EMMAUS, Pa. -- Prevention magazine, backed by several major consumer health care manufacturers, is taking its healthy-living message -- and marketing pitch -- directly to supermarket and drug store shoppers next year as part of a tour that will alert shoppers to their risks for cancer, heart disease, osteoporosis and other ailments associated with aging.

Call it Boomerpalooza '99.

Prevention, published by Rodale Press here, aims to reach 150,000 to 200,000 people in more than 20 cities with its Healthy Lifestyle Tour, which will begin next May and run through October. The tour's 48-foot van, carrying trained staff, diagnostic equipment and educational materials from the magazine and corporate sponsors, will visit 130 individual grocery and drug stores, said Steve Gianetti, Prevention's publisher.

According to Gianetti, supermarket operators that so far have agreed to participate include Tops Markets, Williamsville, N.Y.; Randall's Food Markets, Houston; Wakefern Food Corp., Elizabeth, N.J.; Harris Teeter, Matthews, N.C.; and Byerly's, Edina, Minn.

Drug chains that have already signed on include Rite Aid, Camp Hill, Pa., and Eckerd Corp., Largo, Fla., Gianetti said.

At each stop, the van will be stationed by the store entrance.
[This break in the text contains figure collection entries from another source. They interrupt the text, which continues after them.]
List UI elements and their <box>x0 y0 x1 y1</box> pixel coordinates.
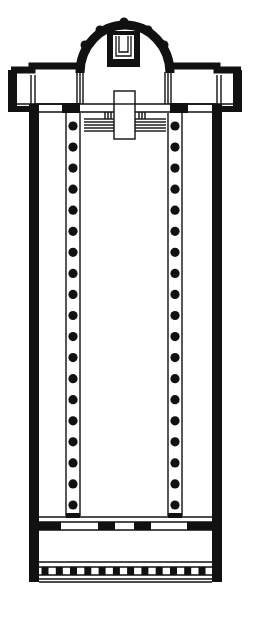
pier <box>127 567 134 575</box>
pier <box>141 567 148 575</box>
column <box>170 206 179 215</box>
column <box>170 164 179 173</box>
pier <box>156 567 163 575</box>
column <box>68 121 77 130</box>
column <box>68 500 77 509</box>
column <box>68 206 77 215</box>
column <box>68 353 77 362</box>
apse-altar-niche <box>107 31 140 67</box>
column <box>170 332 179 341</box>
colonnade-left <box>66 113 80 516</box>
column <box>68 374 77 383</box>
pier <box>70 567 77 575</box>
column <box>170 185 179 194</box>
column <box>68 458 77 467</box>
column <box>68 164 77 173</box>
column <box>170 121 179 130</box>
column <box>68 479 77 488</box>
column <box>170 269 179 278</box>
narthex <box>39 513 212 530</box>
column <box>170 290 179 299</box>
column <box>68 269 77 278</box>
pier <box>56 567 63 575</box>
column <box>68 332 77 341</box>
column <box>170 227 179 236</box>
pier <box>84 567 91 575</box>
pier <box>170 567 177 575</box>
column <box>170 500 179 509</box>
column <box>170 311 179 320</box>
pier <box>99 567 106 575</box>
column <box>68 290 77 299</box>
column <box>170 437 179 446</box>
apse <box>80 18 170 74</box>
column <box>170 395 179 404</box>
column <box>170 248 179 257</box>
column <box>170 479 179 488</box>
basilica-floor-plan <box>0 0 255 623</box>
column <box>170 416 179 425</box>
column <box>68 227 77 236</box>
aisle-walls <box>29 104 222 582</box>
column <box>68 311 77 320</box>
altar <box>84 91 166 139</box>
column <box>68 395 77 404</box>
pier <box>199 567 206 575</box>
colonnade-right <box>168 113 182 516</box>
column <box>68 248 77 257</box>
column <box>170 374 179 383</box>
column <box>68 437 77 446</box>
column <box>68 143 77 152</box>
column <box>170 353 179 362</box>
pier <box>42 567 49 575</box>
entrance-colonnade <box>39 562 212 582</box>
column <box>170 143 179 152</box>
column <box>68 416 77 425</box>
column <box>170 458 179 467</box>
pier <box>113 567 120 575</box>
column <box>68 185 77 194</box>
pier <box>184 567 191 575</box>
Those who venture inside the van will have their blood pressure, body fat, bone density and "skin age" measured, with data fed into something called a Bioanalogic Medical-Risk Analysis Lab, or BMRA. Within three minutes, Prevention says, the BMRA will spit out six pages of diagnosis, including coronary and cancer risk profiles, and proposed diet and exercise regimens.

"There are a lot of other mobile marketing tours out there," Gianetti said. "The difference here is this is an opportunity for people to get actual information on how to take care of their health themselves."

On display in the van will be educational brochures from the tour's sponsors, which so far include Johnson & Johnson, New Brunswick, N.J.; Bristol-Myers Squibb, New York; SmithKline Beecham, Pittsburgh; Pharmacia & Upjohn, Bridgewater, N.J.; and Pharmaton Natural Health Products, Ridgefield, Conn. Consumer participants will also have the opportunity to sign up for subscriptions to Prevention, a spokeswoman said.

Gianetti said the magazine ultimately wants to enroll a total of 10 corporate sponsors, each of which must pay a $50,000 fee. Retailers must buy six incremental cases of product from the sponsors, to be merchandised in devoted Healthy Lifestyle Tour displays right inside the store entrance. Retailers also agree to advertise the tour in their circulars, in-store posters and, in some cases, radio spots.

Prevention itself is not providing any cooperative funds directly to retailers, Gianetti said, but the magazine, which claims a circulation of 3.25 million, is promoting the tour in house ads that include a schedule and sponsor logos.

Prevention has hired Integrated Marketing Services, New York, to handle the day-to-day logistics of the tour, Gianetti said. Part of IMS' duties, he added, will be to follow up at each store location to ensure retailers are adhering to their agreements.